A Man Who Pays $100,000 for Breakfast Expects to Eat
[This piece was published on the original Home Yesterday in March, 2015.]
We haven’t had enough kind things to say about Senator Cole’s Senate and Speaker Armstead’s House at Home Yesterday. So let’s give it a try: These two Republican leaders are pretty transparent.
When the oil and gas industry’s biggest money maker – “forced pooling,” hung in the balance (and never mind your property rights), “GoWV” and Senator Cole apparently scheduled a $100,000 breakfast with whoever-the-heck-can-pay-$100,000 for breakfast with Bill Cole. I have to admit it was pretty transparent to distribute a flyer inviting people willing to pony up six figures for breakfast. Likewise, when word got out of what our Lieutenant Governor was up to, it was equally transparent to cancel the breakfast after being found out. It’s candid to tell everyone that there was no shame in doing this – just shame in being caught.
I hope Senator Cole didn’t go hungry that day.
Relatedly, just last week, after Cole and Senator Carmichael tried to increase campaign limits to $50,000, per-person, for Delegates, $100,000, per-person, for Senators, and $250,000 for statewide races, embarrassment got the better of them the same way it did about the breakfast, and Cole allowed those amounts to be lowered to “only” $2,700 per person. Senator Jeff Kessler insisted on increasing required disclosures of “dark money” as a compromise and that’s what passed the Senate.
That brings us to Speaker Armstead and his Judiciary Chair, Delegate Shott, who promptly had a House committee gut those disclosure requirements so that gray money groups like “Go West Virginia” that sponsor $100,000 breakfasts and run false advertising wouldn’t have to say a peep about who gets the money. Senator Cole evidently gave the orders, along with his colleague Richie Heath, of CALA fame. That’s pretty transparent of Speaker Armstead, to fix up the law for Senator Cole – taking away with the fork hand what Cole had only pretended to give with his knife hand.
Centuries ago it was observed that when a man is bought, he should stay bought. That shows integrity. You hate to see someone who will switch sides for more money, instead of dancing with who brung ‘em. Good on these “bold new leaders” for exhibiting a certain type of uprightness. At least we know who they are willing to eat with.
I’ll say it: it’s very candid and forthright of the Don Blankenship Republicans to let us know that no one without $100,000 to fork over has a place at their table. It’s downright honest of them to advertise, in the first Republican legislative session in eighty years, just exactly how much cash it takes to take a turn pulling their strings. Now that they’ve pocketed these compliments, I wonder if they’ll show a little more transparency, and answer these questions:
What, did the most powerful Republicans in Charleston plan to sell for $100,000 a plate? A man who pays $100,000 for breakfast expects to eat, doesn’t he? So what were you really serving up?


EXERCISE GOAL: Using the entries that follow, please report how many lines contain the word "population", with no other words.
*** INFORMATION SHOWN ***
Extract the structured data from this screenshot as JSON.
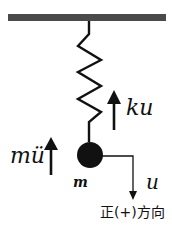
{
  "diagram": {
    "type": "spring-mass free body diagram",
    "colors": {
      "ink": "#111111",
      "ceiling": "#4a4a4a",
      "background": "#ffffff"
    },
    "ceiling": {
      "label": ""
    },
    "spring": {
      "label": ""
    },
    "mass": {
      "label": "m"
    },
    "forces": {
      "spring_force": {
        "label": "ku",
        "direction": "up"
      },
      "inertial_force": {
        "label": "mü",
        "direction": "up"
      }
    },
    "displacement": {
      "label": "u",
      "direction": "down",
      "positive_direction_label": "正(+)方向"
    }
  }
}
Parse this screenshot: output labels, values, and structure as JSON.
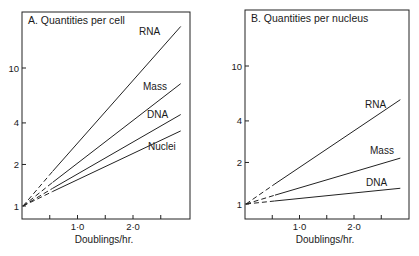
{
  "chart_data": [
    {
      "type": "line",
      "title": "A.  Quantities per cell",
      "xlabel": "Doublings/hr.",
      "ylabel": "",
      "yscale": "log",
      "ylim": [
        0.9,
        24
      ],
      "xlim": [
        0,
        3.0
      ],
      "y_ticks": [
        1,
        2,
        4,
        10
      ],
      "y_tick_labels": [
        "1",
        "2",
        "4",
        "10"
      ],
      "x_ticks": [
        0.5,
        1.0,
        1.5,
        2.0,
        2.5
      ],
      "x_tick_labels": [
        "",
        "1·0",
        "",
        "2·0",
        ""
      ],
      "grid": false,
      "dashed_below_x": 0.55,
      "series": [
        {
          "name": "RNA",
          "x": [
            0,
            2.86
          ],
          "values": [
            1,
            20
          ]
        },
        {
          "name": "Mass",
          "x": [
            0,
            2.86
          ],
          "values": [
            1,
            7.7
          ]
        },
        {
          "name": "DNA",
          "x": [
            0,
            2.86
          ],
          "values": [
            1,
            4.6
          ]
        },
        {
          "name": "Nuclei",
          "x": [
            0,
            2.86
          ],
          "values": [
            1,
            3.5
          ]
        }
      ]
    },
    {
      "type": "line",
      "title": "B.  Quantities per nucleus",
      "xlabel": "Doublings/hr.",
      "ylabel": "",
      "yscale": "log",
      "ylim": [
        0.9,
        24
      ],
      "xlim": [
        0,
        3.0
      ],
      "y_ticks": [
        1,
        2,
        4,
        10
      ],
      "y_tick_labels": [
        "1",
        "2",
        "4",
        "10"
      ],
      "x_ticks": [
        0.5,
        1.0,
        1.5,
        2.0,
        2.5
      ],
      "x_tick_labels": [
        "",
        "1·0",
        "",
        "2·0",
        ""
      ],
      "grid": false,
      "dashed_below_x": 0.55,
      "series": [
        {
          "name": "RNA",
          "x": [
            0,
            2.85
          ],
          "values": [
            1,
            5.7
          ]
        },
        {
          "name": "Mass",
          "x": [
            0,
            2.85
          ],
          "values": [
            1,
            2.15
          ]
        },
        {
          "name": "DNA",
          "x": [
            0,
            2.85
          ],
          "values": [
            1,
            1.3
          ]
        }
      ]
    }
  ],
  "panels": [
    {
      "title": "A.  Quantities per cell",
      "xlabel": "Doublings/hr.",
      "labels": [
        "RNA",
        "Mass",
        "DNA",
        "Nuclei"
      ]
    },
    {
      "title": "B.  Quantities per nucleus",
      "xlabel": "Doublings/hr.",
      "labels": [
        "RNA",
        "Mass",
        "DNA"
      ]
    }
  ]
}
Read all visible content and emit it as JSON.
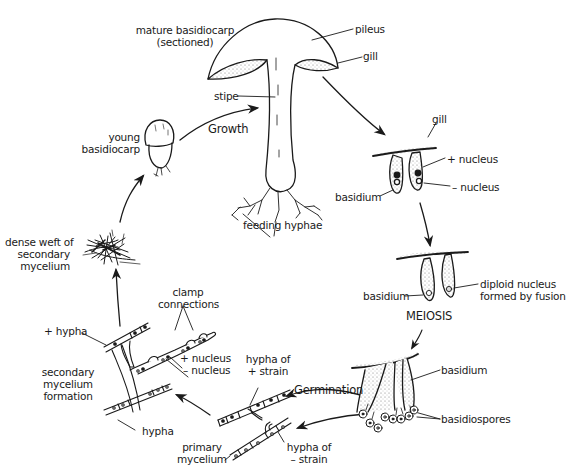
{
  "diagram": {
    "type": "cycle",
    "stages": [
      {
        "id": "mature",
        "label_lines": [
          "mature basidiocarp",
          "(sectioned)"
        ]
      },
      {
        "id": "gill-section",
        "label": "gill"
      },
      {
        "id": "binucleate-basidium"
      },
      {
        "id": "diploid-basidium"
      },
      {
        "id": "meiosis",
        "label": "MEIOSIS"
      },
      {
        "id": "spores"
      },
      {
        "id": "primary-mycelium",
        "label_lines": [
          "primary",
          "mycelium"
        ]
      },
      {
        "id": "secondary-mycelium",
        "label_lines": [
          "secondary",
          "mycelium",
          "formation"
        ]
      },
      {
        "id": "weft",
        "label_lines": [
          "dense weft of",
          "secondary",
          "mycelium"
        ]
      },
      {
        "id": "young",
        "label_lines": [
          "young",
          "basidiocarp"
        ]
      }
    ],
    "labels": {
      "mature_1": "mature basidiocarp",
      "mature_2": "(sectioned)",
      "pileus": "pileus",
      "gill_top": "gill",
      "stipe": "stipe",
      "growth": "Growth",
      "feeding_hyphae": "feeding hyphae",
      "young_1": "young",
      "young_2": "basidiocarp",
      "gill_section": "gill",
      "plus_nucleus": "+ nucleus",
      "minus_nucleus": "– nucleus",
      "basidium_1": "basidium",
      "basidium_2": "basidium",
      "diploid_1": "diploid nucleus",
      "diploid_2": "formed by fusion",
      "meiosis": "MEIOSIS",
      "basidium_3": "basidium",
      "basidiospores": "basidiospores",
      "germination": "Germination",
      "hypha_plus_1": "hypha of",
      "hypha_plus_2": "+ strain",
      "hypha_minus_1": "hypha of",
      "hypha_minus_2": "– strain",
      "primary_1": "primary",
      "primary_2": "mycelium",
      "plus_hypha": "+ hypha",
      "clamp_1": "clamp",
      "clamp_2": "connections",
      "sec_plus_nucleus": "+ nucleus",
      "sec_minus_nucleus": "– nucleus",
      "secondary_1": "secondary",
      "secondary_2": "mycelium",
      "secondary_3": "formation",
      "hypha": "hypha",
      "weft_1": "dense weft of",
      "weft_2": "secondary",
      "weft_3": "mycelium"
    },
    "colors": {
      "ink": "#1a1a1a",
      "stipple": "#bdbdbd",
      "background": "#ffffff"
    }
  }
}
*** End of INFORMATION SHOWN ***
*** INFORMATION SHOWN ***
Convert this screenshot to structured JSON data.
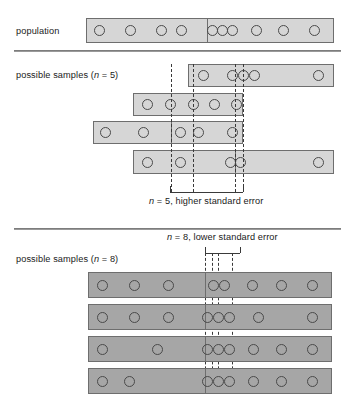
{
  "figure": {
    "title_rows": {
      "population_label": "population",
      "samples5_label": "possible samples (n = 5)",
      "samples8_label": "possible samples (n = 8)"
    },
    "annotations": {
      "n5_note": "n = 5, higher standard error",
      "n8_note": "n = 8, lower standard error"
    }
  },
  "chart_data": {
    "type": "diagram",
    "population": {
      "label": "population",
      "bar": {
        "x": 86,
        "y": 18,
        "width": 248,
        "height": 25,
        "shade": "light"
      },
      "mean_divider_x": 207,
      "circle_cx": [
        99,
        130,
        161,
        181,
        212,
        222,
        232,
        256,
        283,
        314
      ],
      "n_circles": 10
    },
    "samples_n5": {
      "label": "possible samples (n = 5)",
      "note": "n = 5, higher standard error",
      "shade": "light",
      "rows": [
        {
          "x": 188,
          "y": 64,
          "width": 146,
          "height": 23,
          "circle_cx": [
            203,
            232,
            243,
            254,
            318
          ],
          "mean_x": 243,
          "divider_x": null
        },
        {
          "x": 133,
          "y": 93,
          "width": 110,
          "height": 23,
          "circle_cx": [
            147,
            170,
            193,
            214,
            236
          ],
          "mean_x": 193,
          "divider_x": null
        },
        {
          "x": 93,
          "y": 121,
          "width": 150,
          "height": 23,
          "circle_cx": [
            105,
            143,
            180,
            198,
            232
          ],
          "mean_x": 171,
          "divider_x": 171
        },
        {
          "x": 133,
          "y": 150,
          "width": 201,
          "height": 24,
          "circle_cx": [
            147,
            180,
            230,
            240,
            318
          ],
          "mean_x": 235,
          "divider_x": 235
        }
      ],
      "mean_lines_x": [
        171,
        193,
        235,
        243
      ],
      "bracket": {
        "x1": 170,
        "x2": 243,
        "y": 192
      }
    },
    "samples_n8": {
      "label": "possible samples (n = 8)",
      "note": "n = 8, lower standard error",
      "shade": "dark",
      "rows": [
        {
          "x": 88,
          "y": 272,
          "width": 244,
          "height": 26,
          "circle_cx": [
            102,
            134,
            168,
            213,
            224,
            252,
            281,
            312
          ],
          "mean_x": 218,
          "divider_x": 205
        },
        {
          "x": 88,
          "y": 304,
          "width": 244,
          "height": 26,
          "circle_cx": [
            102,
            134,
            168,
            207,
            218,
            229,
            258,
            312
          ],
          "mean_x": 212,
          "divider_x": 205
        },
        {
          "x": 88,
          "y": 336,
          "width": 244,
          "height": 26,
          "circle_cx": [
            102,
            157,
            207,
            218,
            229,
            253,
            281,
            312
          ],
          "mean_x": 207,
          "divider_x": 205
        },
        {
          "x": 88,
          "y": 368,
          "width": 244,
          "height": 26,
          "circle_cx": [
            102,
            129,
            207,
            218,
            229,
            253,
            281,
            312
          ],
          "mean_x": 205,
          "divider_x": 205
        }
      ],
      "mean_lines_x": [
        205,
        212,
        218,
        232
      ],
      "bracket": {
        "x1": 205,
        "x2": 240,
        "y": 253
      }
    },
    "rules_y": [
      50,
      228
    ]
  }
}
*** End of INFORMATION SHOWN ***
*** INFORMATION SHOWN ***
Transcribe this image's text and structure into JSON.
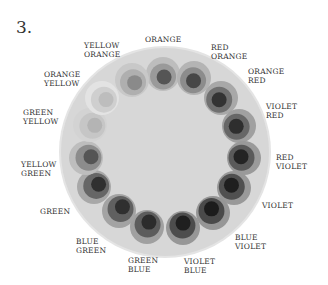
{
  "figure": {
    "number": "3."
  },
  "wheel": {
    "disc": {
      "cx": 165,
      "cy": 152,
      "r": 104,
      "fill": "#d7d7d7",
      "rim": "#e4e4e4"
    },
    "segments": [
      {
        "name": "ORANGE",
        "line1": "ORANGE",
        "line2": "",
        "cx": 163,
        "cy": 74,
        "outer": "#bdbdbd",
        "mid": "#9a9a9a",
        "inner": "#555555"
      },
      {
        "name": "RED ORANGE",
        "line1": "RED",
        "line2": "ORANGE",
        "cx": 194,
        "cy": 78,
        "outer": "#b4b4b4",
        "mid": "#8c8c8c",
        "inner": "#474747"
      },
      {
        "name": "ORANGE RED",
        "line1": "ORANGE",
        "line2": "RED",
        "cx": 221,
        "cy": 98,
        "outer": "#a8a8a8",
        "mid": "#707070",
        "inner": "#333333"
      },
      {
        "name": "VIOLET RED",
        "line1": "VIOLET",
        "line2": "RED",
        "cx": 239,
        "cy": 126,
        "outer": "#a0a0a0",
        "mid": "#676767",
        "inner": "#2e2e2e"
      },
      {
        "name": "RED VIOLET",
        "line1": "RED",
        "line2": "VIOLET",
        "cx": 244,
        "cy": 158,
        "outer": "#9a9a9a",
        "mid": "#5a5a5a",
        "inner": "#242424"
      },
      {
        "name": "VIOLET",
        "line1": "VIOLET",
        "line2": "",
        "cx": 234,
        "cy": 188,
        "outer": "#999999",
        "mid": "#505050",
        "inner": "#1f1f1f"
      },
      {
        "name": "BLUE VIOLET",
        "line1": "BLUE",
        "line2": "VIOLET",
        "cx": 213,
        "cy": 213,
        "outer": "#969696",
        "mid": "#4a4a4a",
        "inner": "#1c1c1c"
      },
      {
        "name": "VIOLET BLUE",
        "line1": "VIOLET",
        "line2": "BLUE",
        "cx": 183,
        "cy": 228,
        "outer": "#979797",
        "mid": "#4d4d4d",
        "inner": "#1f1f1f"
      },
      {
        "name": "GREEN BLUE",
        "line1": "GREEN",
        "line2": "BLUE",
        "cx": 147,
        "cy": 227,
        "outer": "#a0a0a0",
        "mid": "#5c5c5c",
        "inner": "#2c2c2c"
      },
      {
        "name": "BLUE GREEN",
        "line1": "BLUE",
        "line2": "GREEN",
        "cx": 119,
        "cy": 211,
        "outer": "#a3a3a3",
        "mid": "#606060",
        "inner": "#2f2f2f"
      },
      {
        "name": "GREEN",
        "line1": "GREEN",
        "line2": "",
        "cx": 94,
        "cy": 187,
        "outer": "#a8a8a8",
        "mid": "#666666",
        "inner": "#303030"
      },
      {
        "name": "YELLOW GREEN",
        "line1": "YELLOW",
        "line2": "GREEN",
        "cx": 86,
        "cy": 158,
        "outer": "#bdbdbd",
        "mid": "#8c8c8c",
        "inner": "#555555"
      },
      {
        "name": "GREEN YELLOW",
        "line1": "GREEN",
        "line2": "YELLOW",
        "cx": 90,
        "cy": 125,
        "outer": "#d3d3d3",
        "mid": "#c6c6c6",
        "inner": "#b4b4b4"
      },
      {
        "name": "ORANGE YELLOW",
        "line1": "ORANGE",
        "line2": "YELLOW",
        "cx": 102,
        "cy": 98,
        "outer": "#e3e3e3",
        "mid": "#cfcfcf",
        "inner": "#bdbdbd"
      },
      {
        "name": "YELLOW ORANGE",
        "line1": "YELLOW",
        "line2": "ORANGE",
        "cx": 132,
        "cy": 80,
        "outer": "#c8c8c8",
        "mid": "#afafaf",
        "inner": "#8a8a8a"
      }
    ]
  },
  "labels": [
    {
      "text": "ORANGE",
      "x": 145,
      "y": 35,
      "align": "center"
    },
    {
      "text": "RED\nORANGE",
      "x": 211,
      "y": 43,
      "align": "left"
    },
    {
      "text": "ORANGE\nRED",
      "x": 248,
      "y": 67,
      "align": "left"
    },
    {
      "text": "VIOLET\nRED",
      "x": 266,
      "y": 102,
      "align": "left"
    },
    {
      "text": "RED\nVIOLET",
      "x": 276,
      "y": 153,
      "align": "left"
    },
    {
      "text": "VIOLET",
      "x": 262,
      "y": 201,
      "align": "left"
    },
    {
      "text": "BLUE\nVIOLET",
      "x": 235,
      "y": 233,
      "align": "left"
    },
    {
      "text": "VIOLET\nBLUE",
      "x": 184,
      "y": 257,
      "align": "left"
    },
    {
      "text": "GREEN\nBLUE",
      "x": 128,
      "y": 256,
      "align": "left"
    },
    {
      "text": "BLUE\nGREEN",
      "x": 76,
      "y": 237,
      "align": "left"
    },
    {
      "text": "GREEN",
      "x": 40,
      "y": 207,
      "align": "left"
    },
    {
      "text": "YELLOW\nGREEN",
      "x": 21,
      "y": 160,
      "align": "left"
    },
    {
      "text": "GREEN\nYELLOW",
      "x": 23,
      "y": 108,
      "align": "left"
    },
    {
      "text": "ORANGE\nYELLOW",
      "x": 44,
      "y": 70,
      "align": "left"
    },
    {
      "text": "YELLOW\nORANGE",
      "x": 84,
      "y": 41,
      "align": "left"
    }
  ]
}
*** End of INFORMATION SHOWN ***
RESPONSE TO THE TASK: 3